At the Centro de Formação de Líderes, two ponds are stocked with catfish and tambaqui, two types of fish sold in the local markets that are resistant to rough conditions.

amazon hunger village425The Texas Baptist Hunger Offering funds also will support indigenous tribal training events in villages like the one pictured above, including work with national ministry partners in and around Cruzeiro do Sul, a jungle city of about 90,000 people. (IMB Image)“Taking care of the fish would help create a job skill for the Bible students,” the ministry’s director wrote in his application for the hunger offering funds.

“It would also help put food on the table for the Bible students that live on campus year-round. The sale of the adult fish would help in providing scholarships, pay for school supplies and have possible income to help pay the professors for the first time in five years.”

The center is located in the lowland jungles of Brazil. During the rainy season—November through May—the fishponds fill up, but during the dry season—June through October—ponds become dry. Texas Baptists’ gifts will help fund a project to collect hundreds of gallons of rainwater during the wet season.

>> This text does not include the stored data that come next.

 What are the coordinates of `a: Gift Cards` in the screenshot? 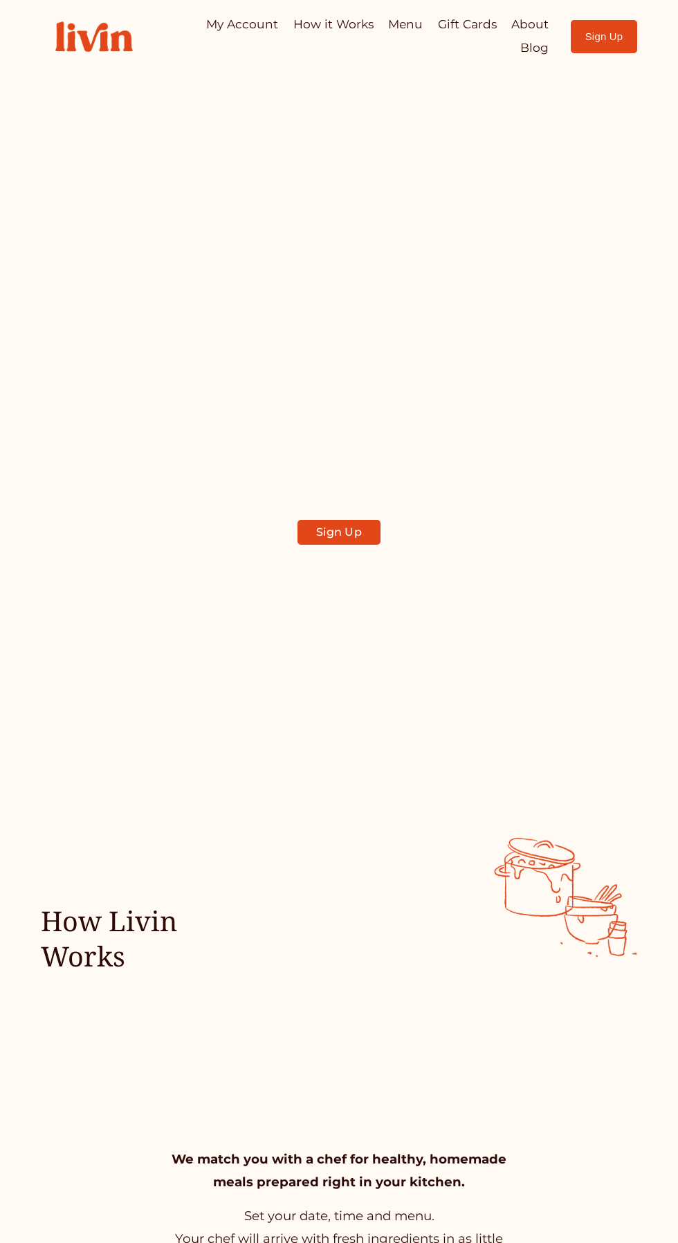 It's located at (467, 24).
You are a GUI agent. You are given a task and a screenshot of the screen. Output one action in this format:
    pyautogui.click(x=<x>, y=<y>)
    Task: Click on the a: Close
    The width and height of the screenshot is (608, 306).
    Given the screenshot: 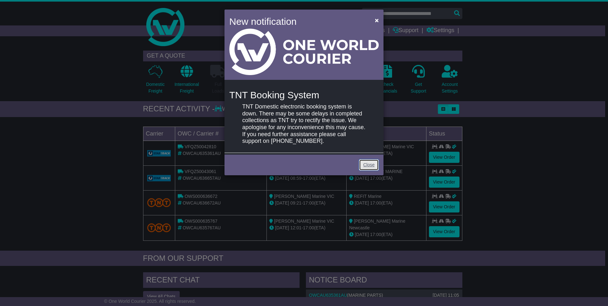 What is the action you would take?
    pyautogui.click(x=369, y=165)
    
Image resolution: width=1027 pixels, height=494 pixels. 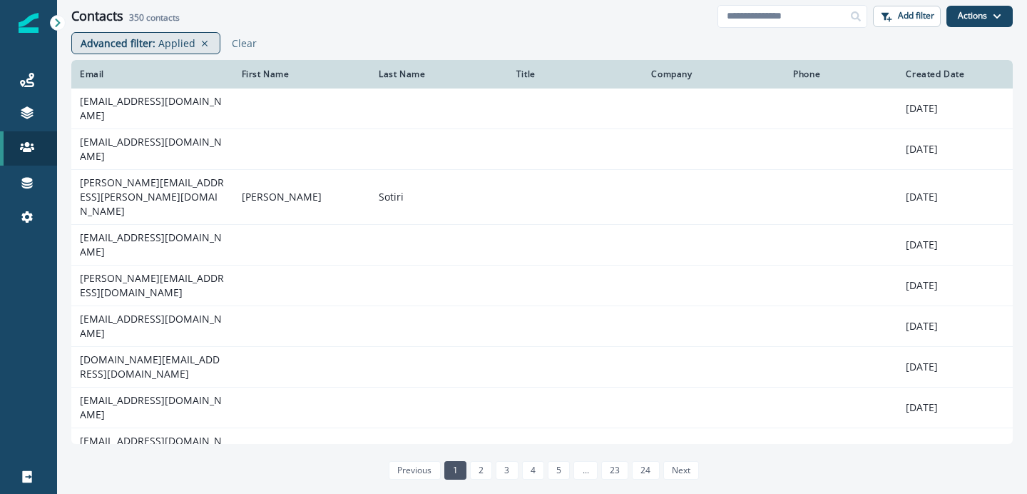 I want to click on a: Page 23, so click(x=615, y=470).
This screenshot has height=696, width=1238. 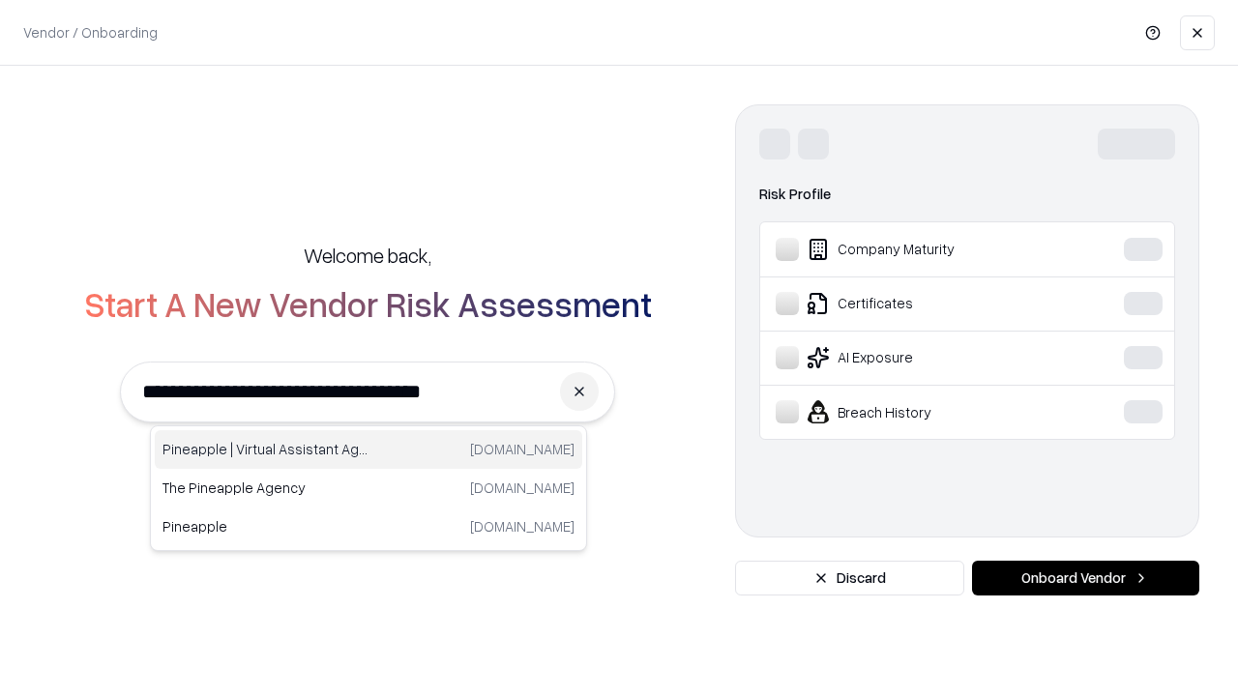 What do you see at coordinates (920, 304) in the screenshot?
I see `div: Certificates` at bounding box center [920, 304].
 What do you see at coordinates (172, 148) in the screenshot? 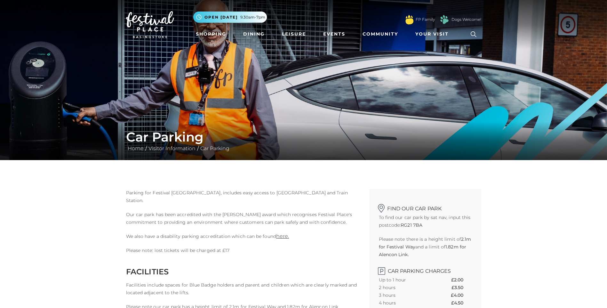
I see `a: Visitor Information` at bounding box center [172, 148].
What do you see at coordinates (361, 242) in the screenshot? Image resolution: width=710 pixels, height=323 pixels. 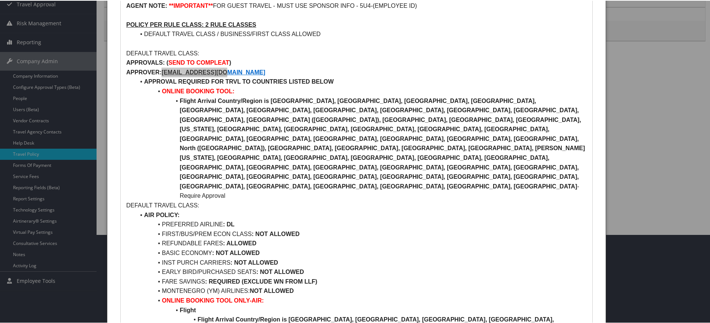 I see `li: REFUNDABLE FARES` at bounding box center [361, 242].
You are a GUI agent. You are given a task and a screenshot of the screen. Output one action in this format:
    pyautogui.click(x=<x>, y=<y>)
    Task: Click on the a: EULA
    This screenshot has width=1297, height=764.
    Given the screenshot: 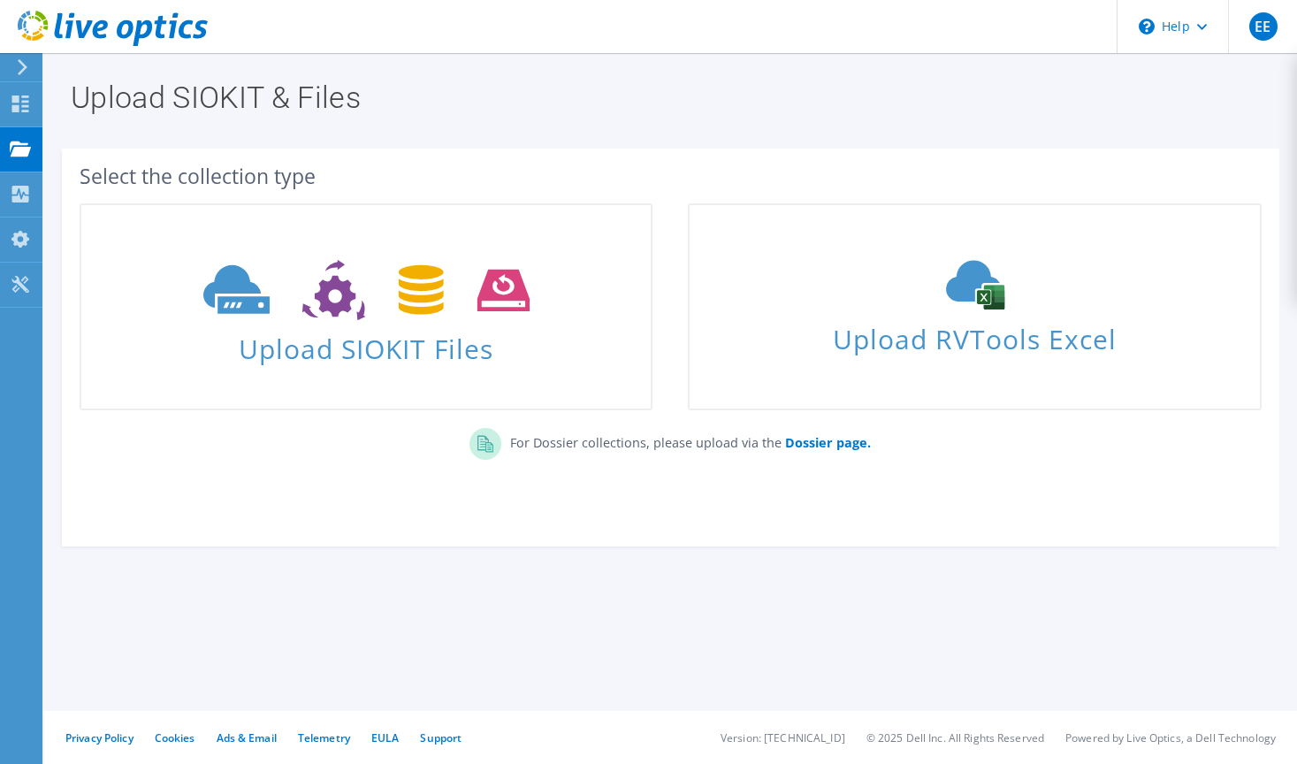 What is the action you would take?
    pyautogui.click(x=385, y=737)
    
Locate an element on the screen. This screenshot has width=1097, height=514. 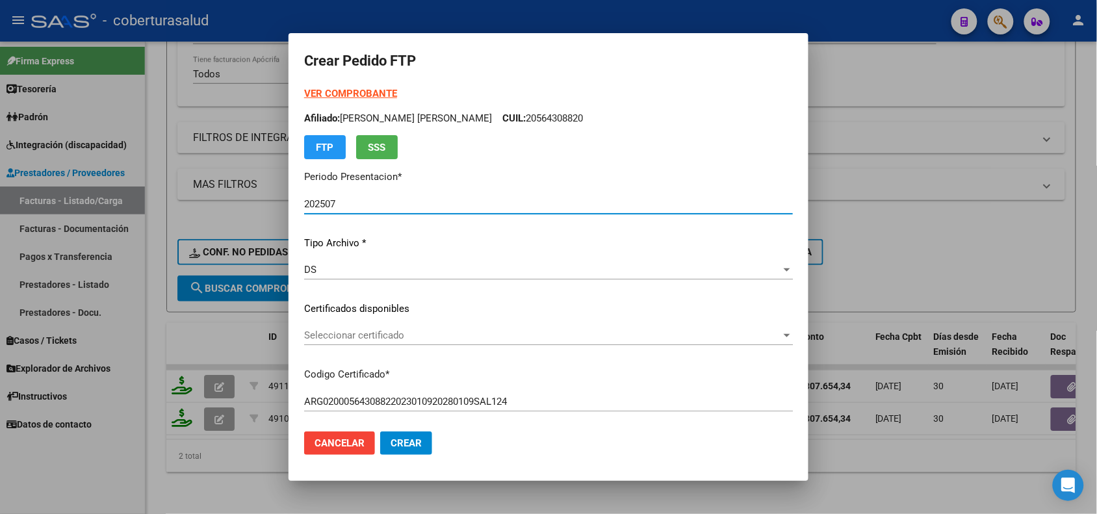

The requested funds will help provide huge water containers, PVC, conduits, heavy machinery, water measuring devices, fish nets, small compressor motors, oxygen producing motor, two freezers, food for fish and minnows.

In addition, more than $13,000 funded to the Brazil project will cover a small food-production project where lettuce, tomatoes, greens and other vegetables will be grown in a simple greenhouse that only uses water. The funds also support indigenous tribal training events, including work with national ministry partners in and around Cruzeiro do Sul, a jungle city of about 90,000 people.